For months, new Haitian Prime Minister Garry Conille worked behind the scenes to rebuild his earthquake-ravaged, French-speaking Caribbean country, Now, as the man in charge of leading its next government, he says he wants to inspire hope.
“I want to be the guy who gets people excited about what we actually can achieve,” Conille told reporters two days after the Haitian senate confirmed him on Oct. 4.
“If we can put together that reassurance and put together an exciting project that people can get behind — then start — we can buy time for development,” he added. “My greatest fear is that if we don’t buy time, this country will explode in a few weeks, a few months.”
Observers say Conille, 45, the Haiti trained gynecologist and U.N. development and humanitarian expert, faces a tough challenge in his new role.
They say the months of political gridlock has stalled reconstruction, delayed voting of the budget, slowed public and private investments and birth growing disillusionment among an impoverished masses desperately awaiting change.
Twenty-one months after the devastating Jan. 12, 2010 earthquake, Haiti remains in a humanitarian crisis with 594,811 people still living under tents, while a deadly cholera epidemic has left more than 6,400 dead and 455,700 infected, analysts say.
“Things have to get moving,” said Philippe Armand, former head of the Haitian-American Chamber of Commerce, in welcoming Conille’s confirmation.
The international community has also welcomed the end of the impasse.
“I am pleased to see that the political uncertainty which lasted for several months has been resolved by the Haitian parliament, and work can proceed,’’ Albert Ramdin, assistant secretary general of the Organization of American States, told reporters.
Conille said he wants to reassure both Haitians and the international community about his impoverished country as he works to carry out President Michel Martelly’s promises of free education for all and reconstructing after the quake.
“Right now, there is so much tension, so much skepticism over what we can achieve that people don’t even want to put in any effort,” Conille said.
Conille, a Fulbright Scholar, holds a master’s in health policy from the University of North Carolina at Chapel Hill and has years of development and humanitarian expertise with the United Nations.
Before Tuesday’s vote, he was the global body’s main man in the African nation of Niger where he has served as U.N. Development Program resident representative and humanitarian coordinator for the past three months.
He said all of that changed in late August after he received a call from Martelly.
“Michel Martelly looked me in the eye and told me ‘I need you to come and help me put these kids in school. I need you to come and help me with this whole camp situation. I just don’t know how to do it. I need you,’” Conille said. “How can you look the guy in the eye and say ‘It’s your problem, I’m going back to Niger.’ How do you do that?”
“It really was a fight with my family,” he added. “It was really tense, the hardest part of it was getting them to agree with it.”
And as he prepares for the next battle in forming a government and presenting parliament with his plan for the country, Conille said he’s not interested in bringing “a whole bunch of pre-set solutions to problems,’’ or stacking his government with a bunch of technocrats.
He said he wants honest and competent leaders.
“The reality is there is no secret in how you put children to school,’’ he said. “We know how to do it. There is no secret in how you create jobs, but some of the other countries have been able to get this common project and get everybody to get excited about it. I want to get everybody excited about what Haiti could be.”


## Exercise goal
Lines before the one with "bbox *footwear*" are left out; return that line and all that follow it, exactly, through the end of the data.

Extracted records
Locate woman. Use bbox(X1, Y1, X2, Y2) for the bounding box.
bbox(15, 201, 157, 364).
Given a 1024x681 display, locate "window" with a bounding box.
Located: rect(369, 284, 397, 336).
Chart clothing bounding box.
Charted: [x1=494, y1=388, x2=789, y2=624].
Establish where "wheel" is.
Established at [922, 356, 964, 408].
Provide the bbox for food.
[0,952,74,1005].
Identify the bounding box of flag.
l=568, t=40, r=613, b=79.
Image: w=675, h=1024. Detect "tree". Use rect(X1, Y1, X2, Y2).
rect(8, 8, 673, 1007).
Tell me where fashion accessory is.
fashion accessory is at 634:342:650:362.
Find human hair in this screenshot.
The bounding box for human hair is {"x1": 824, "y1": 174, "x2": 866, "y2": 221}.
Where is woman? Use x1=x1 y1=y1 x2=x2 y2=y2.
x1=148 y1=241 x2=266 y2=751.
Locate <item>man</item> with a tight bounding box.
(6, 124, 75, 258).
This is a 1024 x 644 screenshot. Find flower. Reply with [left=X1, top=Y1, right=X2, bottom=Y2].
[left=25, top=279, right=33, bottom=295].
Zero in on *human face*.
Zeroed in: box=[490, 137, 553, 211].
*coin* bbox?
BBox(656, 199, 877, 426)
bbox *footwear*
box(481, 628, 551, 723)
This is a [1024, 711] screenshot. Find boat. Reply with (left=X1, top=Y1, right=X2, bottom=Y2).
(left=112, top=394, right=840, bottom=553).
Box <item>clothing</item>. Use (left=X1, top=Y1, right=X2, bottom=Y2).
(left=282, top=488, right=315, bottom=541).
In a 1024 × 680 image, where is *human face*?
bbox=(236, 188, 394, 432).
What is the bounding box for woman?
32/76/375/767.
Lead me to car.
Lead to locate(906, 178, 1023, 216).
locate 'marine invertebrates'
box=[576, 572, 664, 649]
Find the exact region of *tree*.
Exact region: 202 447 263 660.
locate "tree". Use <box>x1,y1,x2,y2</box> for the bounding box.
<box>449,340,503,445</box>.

## Result of this task
bbox *footwear*
box(481, 628, 551, 723)
This is a [1024, 711] screenshot. Find boat. Reply with (left=X1, top=Y1, right=X2, bottom=Y2).
(left=112, top=394, right=840, bottom=553).
Box <item>clothing</item>. Use (left=X1, top=Y1, right=X2, bottom=Y2).
(left=282, top=488, right=315, bottom=541).
In a 1024 × 680 image, where is *human face*?
bbox=(236, 188, 394, 432).
What is the bounding box for woman?
32/76/375/767.
Lead me to car.
Lead to locate(906, 178, 1023, 216).
locate 'marine invertebrates'
box=[576, 572, 664, 649]
Find the exact region of *tree*.
Exact region: 202 447 263 660.
locate "tree". Use <box>x1,y1,x2,y2</box> for the bounding box.
<box>449,340,503,445</box>.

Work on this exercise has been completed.